I'm hunting down a bug in a large business application, where business processes are failing but partially persisted to the database. To make things harder to figure out, the process fails only once every few weeks, with hundreds of thousands successfully processed between every failure. The error frequency seems to go up when concurrency/number of worker processes goes up.
So far, we've been able to recreate what we're seeing with this program. (.NET 4.7.1 framework)
using (var transactionScope = new TransactionScope(TransactionScopeOption.RequiresNew))
{
using (var sqlConnection = new SqlConnection("Server=localhost;Database=Database1;Trusted_Connection=True"))
{
sqlConnection.Open();
// Doing some unwanted nested manual transaction and rolling it back
var transaction = sqlConnection.BeginTransaction();
new SqlCommand($"INSERT INTO TestTable VALUES('This will be rolled back}')", sqlConnection).ExecuteNonQuery();
transaction.Rollback();
// Now doing some work with the DB.
// You might expect it to become a part of transactionScope, but that is NOT the case!
// So this command will actually succeed, with data written to the DB.
new SqlCommand($"INSERT INTO TestTable VALUES('This will be inserted')", sqlConnection).ExecuteNonQuery();
// Doing something which promotes the local transaction to a distributed transaction.
using (var sqlConnection2 = new SqlConnection("Server=localhost;Database=Database2;Trusted_Connection=True"))
{
// The program will fail here, with message "The transaction has aborted, Failure while attempting to promote transaction."
sqlConnection2.Open();
new SqlCommand($"INSERT INTO TestTable2 VALUES('We will never come this far')", sqlConnection2).ExecuteNonQuery();
}
}
transactionScope.Complete();
}
Our production code does not explicitly make calls to transaction.Rollback()
, it is simply in my example as the means to reproduce the error message and behavior. But if any of our third party libraries makes this call, I would like to throw exception and exit as soon as possible. Preferably in the application layer.
How can I detect that the call to Rollback()
has been made? I really do not want to make crud operations without being sure that the transactionScope
is able to do it's job.
My unwanted "rollback" was caused by a bug somewhere in the connection sharing mechanism of .Net. The bug is reproduced on all .Net Framework version between 4.5.1 and 4.8, and also on the new System.Data.SqlClient package.
An issue has been added to the System.Data.SqlClient repository.
Annotation Type Rollback@Rollback is a test annotation that is used to indicate whether a test-managed transaction should be rolled back after the test method has completed. Consult the class-level Javadoc for TransactionalTestExecutionListener for an explanation of test-managed transactions.
In SQL server, you can klii an active process using the command KILL <SPID> causing it to roll back any in flight transactions. And if you have killed a process, you can check the progress of the rollback by running KILL <SPID> WITH STATUSONLY.
You can use ROLLBACK TRANSACTION to erase all data modifications made from the start of the transaction or to a savepoint. It also frees resources held by the transaction. This does not include changes made to local variables or table variables. These are not erased by this statement.
Transactions in the SQL server are rollbacked automatically. However, with the rollback SQL statement, you can manually rollback a transaction based on certain conditions. In this article, you will see what a transaction is and how it can be rollbacked both manually and automatically.
The different transaction APIs don't all work together. So you're in dangerous territory here.
How can I detect that the call to Rollback() has been made?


* **Task goal**
Please print every record below exactly as written, leaving out the pictures.

* **Data for analysis**
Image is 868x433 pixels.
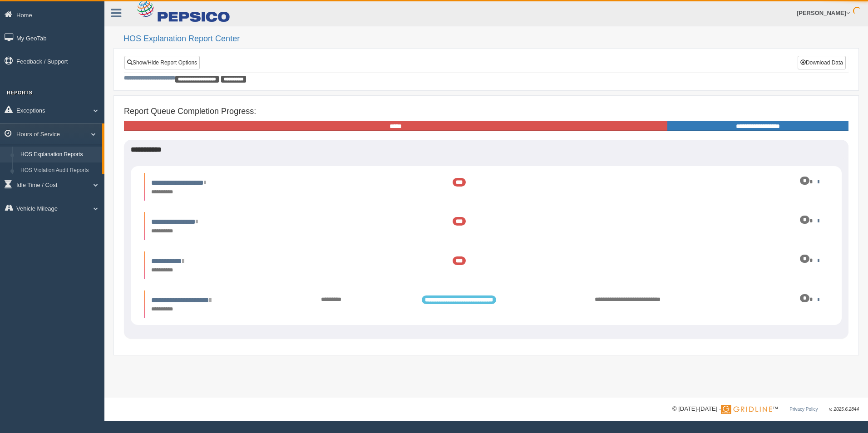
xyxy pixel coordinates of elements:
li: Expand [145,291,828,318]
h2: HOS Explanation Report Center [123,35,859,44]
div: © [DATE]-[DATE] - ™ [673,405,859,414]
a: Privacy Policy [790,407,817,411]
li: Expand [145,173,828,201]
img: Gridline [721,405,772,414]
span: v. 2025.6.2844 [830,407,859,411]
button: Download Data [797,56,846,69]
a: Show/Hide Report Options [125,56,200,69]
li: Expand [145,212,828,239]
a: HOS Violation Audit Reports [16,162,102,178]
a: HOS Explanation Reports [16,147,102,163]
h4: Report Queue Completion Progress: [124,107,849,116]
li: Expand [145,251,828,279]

* **Completed task**
Image is 868x433 pixels.
xyxy pixel coordinates of elements:
li: Expand [145,291,828,318]
h2: HOS Explanation Report Center [123,35,859,44]
div: © [DATE]-[DATE] - ™ [673,405,859,414]
a: Privacy Policy [790,407,817,411]
li: Expand [145,173,828,201]
img: Gridline [721,405,772,414]
span: v. 2025.6.2844 [830,407,859,411]
button: Download Data [797,56,846,69]
a: Show/Hide Report Options [125,56,200,69]
li: Expand [145,212,828,239]
a: HOS Violation Audit Reports [16,162,102,178]
a: HOS Explanation Reports [16,147,102,163]
h4: Report Queue Completion Progress: [124,107,849,116]
li: Expand [145,251,828,279]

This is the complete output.